AgentSkillsCN

smtprofiling

调试发送至 Z3 的 F* 查询,诊断证明过程中的稳定性问题与性能瓶颈。

SKILL.md
--- frontmatter
name: smtprofiling
description: Debug F* queries sent to Z3, diagnosing proof instability and performance issues

Invocation

This skill is used when:

  • Verifying F* (.fst) or interface (.fsti) files
  • Debugging verification failures and proof performance
  • Especially when proofs require high rlimits or fail unpredictably

Core Operations

Collect an .smt2 file for problematic proof

Wrap the part of the program to diagnose proof failures with

fstar
#push-options "--log_queries --z3refresh --query_stats --split_queries always"
let definition_to_be_debugged ...
#pop-options

Run F* on the file (with appropriate include paths)

bash
fstar.exe Module.fst

The log messages will show the name of the .smt2 file logged for each proof obligation

Verify .smt2 file independently of F*

Find z3 in the path.
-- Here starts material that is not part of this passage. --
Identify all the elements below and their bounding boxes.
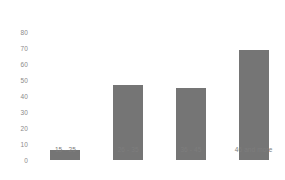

It might be named z3-4.13.3, z3-4.15.1 etc., with a version number suffix

bash
z3 queries-myquery.smt2

You can add z3 options like smt.qi.profile=true to see which quantifiers were firing too much and what to do about it

Interpreting a quantifier profile

Some quantifiers in F*'s SMT encoding always fire a lot---this is by design. Typically, quantifiers with unqualified names (Box_bool_proj_0) or those with names in Prims, or FStar. Pervasives will fire a lot.

Look for quantifiers in modules that are in files that you authored that are firing a lot---these might signify that you should write a pattern for those quantifiers, or control their instantiation explicitly.

More information on SMT profiling

Find the directory PoP-in-FStar on the local machine, or locate it here: https://github.com/FStarLang/PoP-in-FStar

The section under_the_hood/uth_smt.rst contains information about F*'s SMT encoding and how to profile.